[TASK TO COMPLETE] Reproduce every entry exactly, without alteration.

◆ ◆ ◆

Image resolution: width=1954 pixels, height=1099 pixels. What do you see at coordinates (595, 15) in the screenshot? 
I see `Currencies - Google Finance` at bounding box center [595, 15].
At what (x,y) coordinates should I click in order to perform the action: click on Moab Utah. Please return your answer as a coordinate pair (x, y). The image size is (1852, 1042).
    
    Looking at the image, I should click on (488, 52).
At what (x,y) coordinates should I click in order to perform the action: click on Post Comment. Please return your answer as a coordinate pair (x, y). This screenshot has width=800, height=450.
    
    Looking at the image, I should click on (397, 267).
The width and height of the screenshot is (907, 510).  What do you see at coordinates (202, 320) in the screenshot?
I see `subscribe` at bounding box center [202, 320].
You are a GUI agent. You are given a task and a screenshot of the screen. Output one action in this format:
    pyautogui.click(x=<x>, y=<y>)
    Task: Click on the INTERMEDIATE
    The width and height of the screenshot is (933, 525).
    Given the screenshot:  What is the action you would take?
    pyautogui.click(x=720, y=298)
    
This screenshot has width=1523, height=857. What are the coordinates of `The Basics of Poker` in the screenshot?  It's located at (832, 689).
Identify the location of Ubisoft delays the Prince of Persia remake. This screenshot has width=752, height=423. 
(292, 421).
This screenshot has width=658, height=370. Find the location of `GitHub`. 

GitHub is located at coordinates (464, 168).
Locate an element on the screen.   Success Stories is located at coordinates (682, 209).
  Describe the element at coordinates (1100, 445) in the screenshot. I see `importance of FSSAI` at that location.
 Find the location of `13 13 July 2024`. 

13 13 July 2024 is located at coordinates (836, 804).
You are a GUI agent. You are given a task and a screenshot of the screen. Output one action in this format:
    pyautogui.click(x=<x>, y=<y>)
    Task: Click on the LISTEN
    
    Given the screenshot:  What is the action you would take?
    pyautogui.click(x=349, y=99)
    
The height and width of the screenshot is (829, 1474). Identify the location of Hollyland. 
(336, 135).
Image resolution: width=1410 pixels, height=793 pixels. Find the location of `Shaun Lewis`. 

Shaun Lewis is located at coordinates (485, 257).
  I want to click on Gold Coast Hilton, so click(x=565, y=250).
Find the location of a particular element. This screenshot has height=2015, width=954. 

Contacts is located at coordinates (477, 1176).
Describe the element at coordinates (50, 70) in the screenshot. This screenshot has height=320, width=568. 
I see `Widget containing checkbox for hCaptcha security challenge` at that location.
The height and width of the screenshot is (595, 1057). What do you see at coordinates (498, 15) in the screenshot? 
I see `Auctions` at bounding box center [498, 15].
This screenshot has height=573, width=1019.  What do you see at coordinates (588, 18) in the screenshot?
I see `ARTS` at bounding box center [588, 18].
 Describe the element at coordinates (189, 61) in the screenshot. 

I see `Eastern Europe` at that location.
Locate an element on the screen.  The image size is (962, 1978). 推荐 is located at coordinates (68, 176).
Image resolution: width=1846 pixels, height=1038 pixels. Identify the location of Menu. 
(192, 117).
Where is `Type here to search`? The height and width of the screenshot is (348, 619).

◆ ◆ ◆

[SOLUTION]
Image resolution: width=1954 pixels, height=1099 pixels. What do you see at coordinates (595, 15) in the screenshot? 
I see `Currencies - Google Finance` at bounding box center [595, 15].
At what (x,y) coordinates should I click in order to perform the action: click on Moab Utah. Please return your answer as a coordinate pair (x, y). The image size is (1852, 1042).
    
    Looking at the image, I should click on (488, 52).
At what (x,y) coordinates should I click in order to perform the action: click on Post Comment. Please return your answer as a coordinate pair (x, y). This screenshot has width=800, height=450.
    
    Looking at the image, I should click on (397, 267).
The width and height of the screenshot is (907, 510).  What do you see at coordinates (202, 320) in the screenshot?
I see `subscribe` at bounding box center [202, 320].
You are a GUI agent. You are given a task and a screenshot of the screen. Output one action in this format:
    pyautogui.click(x=<x>, y=<y>)
    Task: Click on the INTERMEDIATE
    The width and height of the screenshot is (933, 525).
    Given the screenshot:  What is the action you would take?
    pyautogui.click(x=720, y=298)
    
This screenshot has width=1523, height=857. What are the coordinates of `The Basics of Poker` in the screenshot?  It's located at (832, 689).
Identify the location of Ubisoft delays the Prince of Persia remake. This screenshot has width=752, height=423. 
(292, 421).
This screenshot has width=658, height=370. Find the location of `GitHub`. 

GitHub is located at coordinates (464, 168).
Locate an element on the screen.   Success Stories is located at coordinates (682, 209).
  Describe the element at coordinates (1100, 445) in the screenshot. I see `importance of FSSAI` at that location.
 Find the location of `13 13 July 2024`. 

13 13 July 2024 is located at coordinates (836, 804).
You are a GUI agent. You are given a task and a screenshot of the screen. Output one action in this format:
    pyautogui.click(x=<x>, y=<y>)
    Task: Click on the LISTEN
    
    Given the screenshot:  What is the action you would take?
    pyautogui.click(x=349, y=99)
    
The height and width of the screenshot is (829, 1474). Identify the location of Hollyland. 
(336, 135).
Image resolution: width=1410 pixels, height=793 pixels. Find the location of `Shaun Lewis`. 

Shaun Lewis is located at coordinates (485, 257).
  I want to click on Gold Coast Hilton, so click(x=565, y=250).
Find the location of a particular element. This screenshot has height=2015, width=954. 

Contacts is located at coordinates (477, 1176).
Describe the element at coordinates (50, 70) in the screenshot. This screenshot has height=320, width=568. 
I see `Widget containing checkbox for hCaptcha security challenge` at that location.
The height and width of the screenshot is (595, 1057). What do you see at coordinates (498, 15) in the screenshot? 
I see `Auctions` at bounding box center [498, 15].
This screenshot has height=573, width=1019.  What do you see at coordinates (588, 18) in the screenshot?
I see `ARTS` at bounding box center [588, 18].
 Describe the element at coordinates (189, 61) in the screenshot. 

I see `Eastern Europe` at that location.
Locate an element on the screen.  The image size is (962, 1978). 推荐 is located at coordinates (68, 176).
Image resolution: width=1846 pixels, height=1038 pixels. Identify the location of Menu. 
(192, 117).
Where is `Type here to search`? The height and width of the screenshot is (348, 619).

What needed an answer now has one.